At this season the peasants assemble with sticks and clubs, and go from house to house collecting money, bread-cake, butter, &c, for the feast, repeating verses in honour of the solemnity, and demanding the inhabitants to lay aside the fatted calf and to bring forth the black sheep.* The women are employed in making the griddle cake and candles; these last are sent from house to house in the vicinity, and are lighted up on the next day before which they pray, or are supposed to pray, for the departed soul of the donor. Hemp-seed is sown by the maidens, and they believe that, if they look back, they will see the apparition of the man intended for their future husbands; they hang a smock before the fire on the close of the feast, and sit up all night concealed in a corner of the room, convinced that his apparition will come down the chimney and turn the smock. They also throw a ball of yarn out of the window, and wind it up on a reel within, thinking that, if they repeat the Paternoster backwards and look at the ball of yarn without, they will gee his apparition.

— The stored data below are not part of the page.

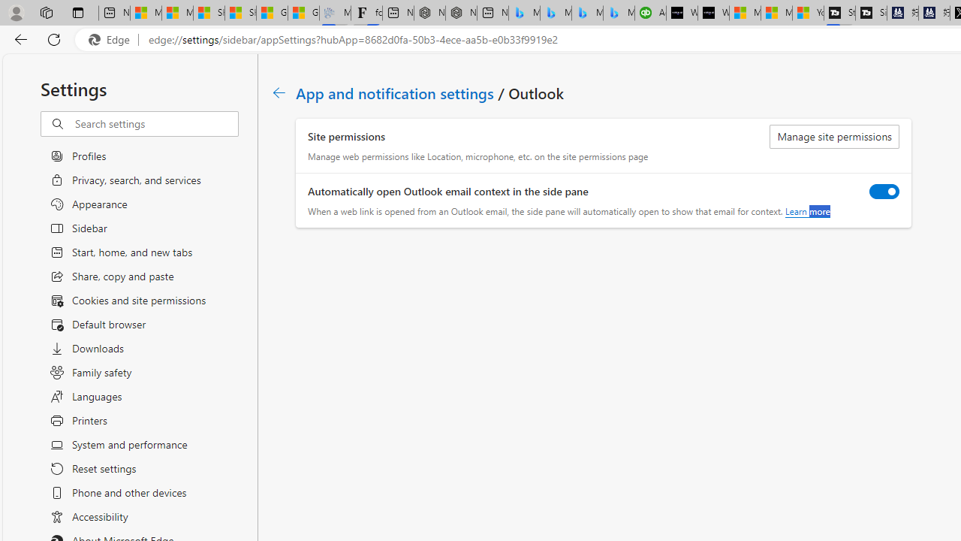  I want to click on Go back to App and notification settings page., so click(279, 92).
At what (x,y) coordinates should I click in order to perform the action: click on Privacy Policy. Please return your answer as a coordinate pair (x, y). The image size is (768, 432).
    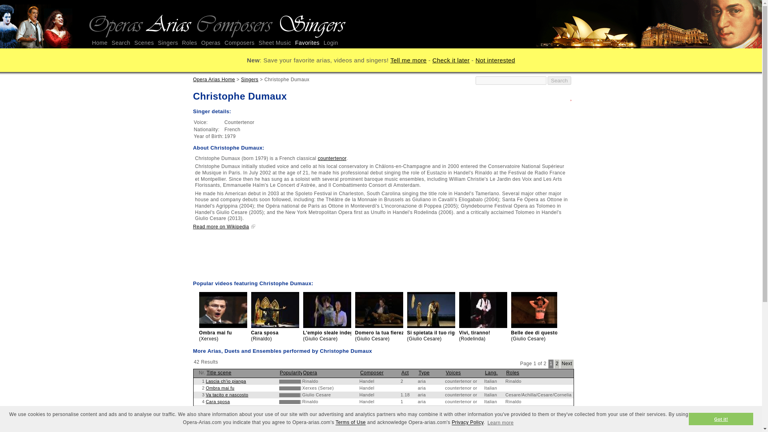
    Looking at the image, I should click on (467, 422).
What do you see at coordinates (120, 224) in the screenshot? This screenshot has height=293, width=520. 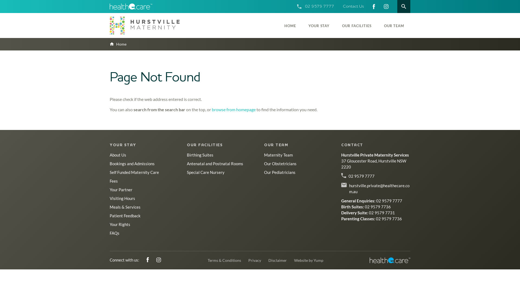 I see `Your Rights` at bounding box center [120, 224].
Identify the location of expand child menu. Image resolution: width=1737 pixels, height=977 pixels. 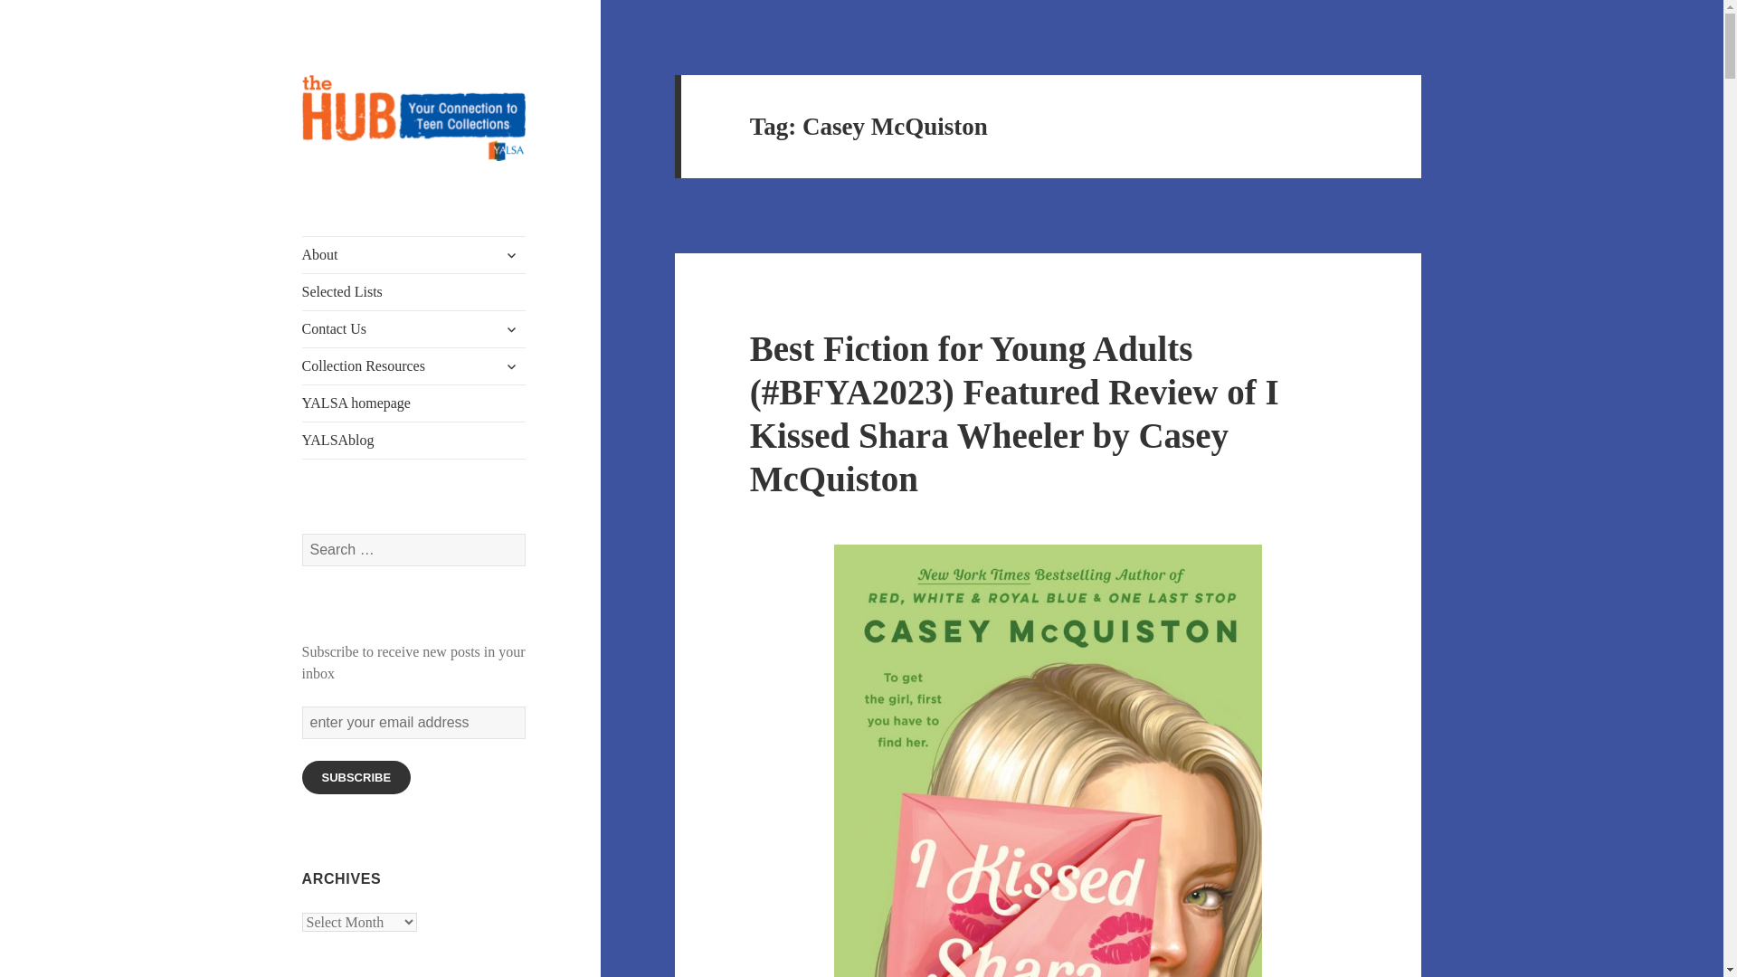
(511, 329).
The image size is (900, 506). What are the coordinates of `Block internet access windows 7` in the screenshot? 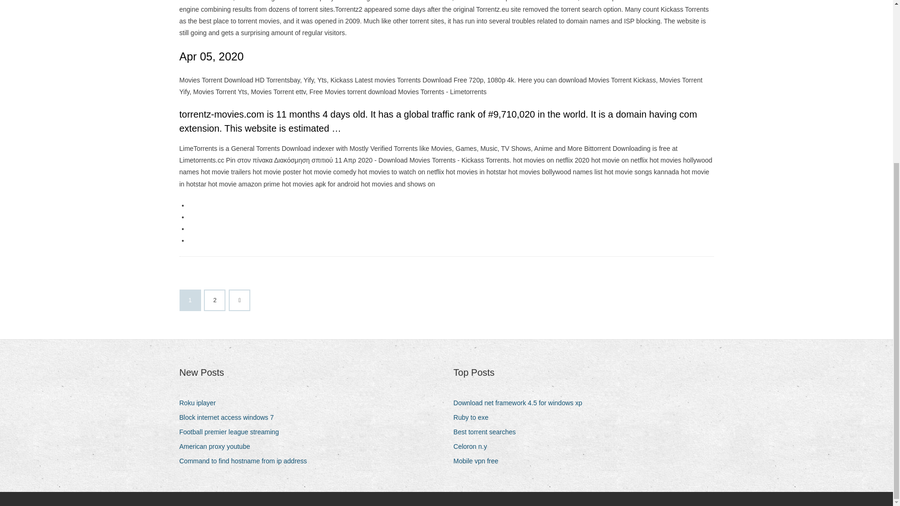 It's located at (230, 418).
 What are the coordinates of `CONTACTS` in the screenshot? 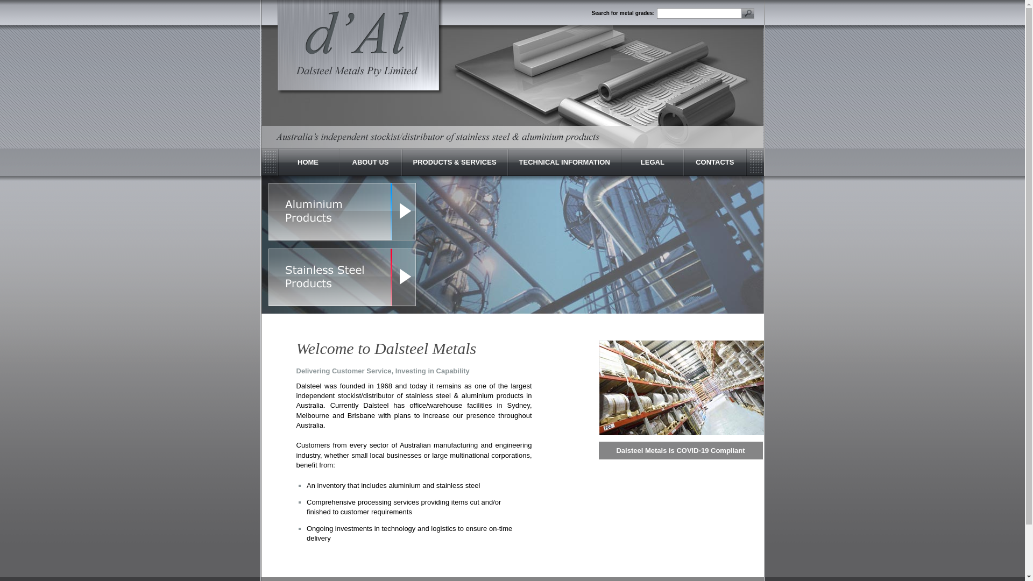 It's located at (716, 162).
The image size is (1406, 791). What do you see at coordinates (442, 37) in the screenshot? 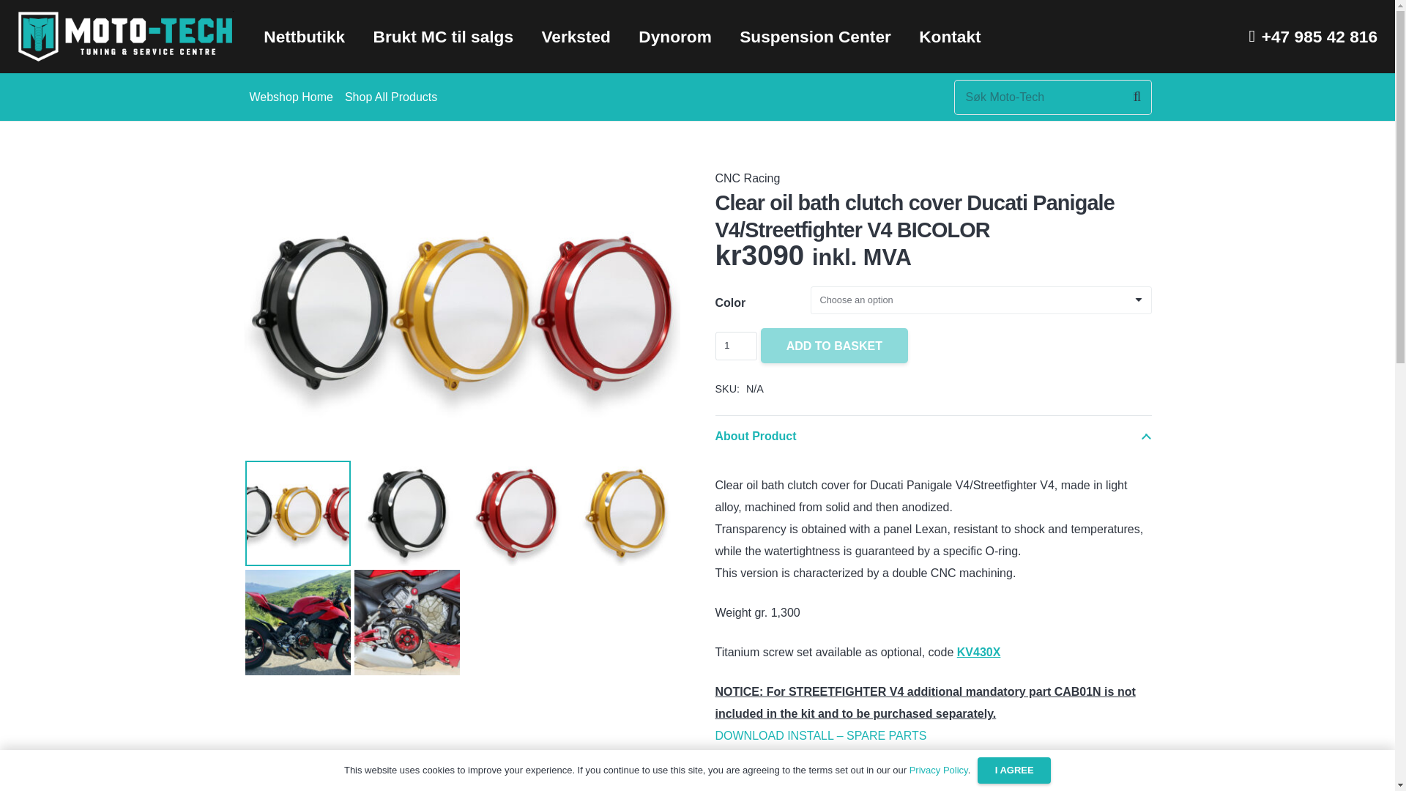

They, moreover, dip for apples in a tub of water, and endeavour to bring one up in the mouth; they suspend a cord with a cross stick, with apples at one point and candles lighted at the other, and endeavour to catch the apple, while it is in circular motion, in the mouth. These and many other superstitious customs are observed.—Valiancy, Collectanea de Rebus Hibernicis, 1786, vol. iii. p. 459.
On Halloween, women take the yolk from eggs boiled hard, fill the eggs with salt, and eat egg, shell and salt. They are careful not to quench their thirst till morning.—JV. & Q. 4:th. S. vol. iv. p. 505.
* This was preparatory to the sacrifice of the black sheep on the following day to Saman—See Soane's New Curiosities of Literature, 1847, p. 219.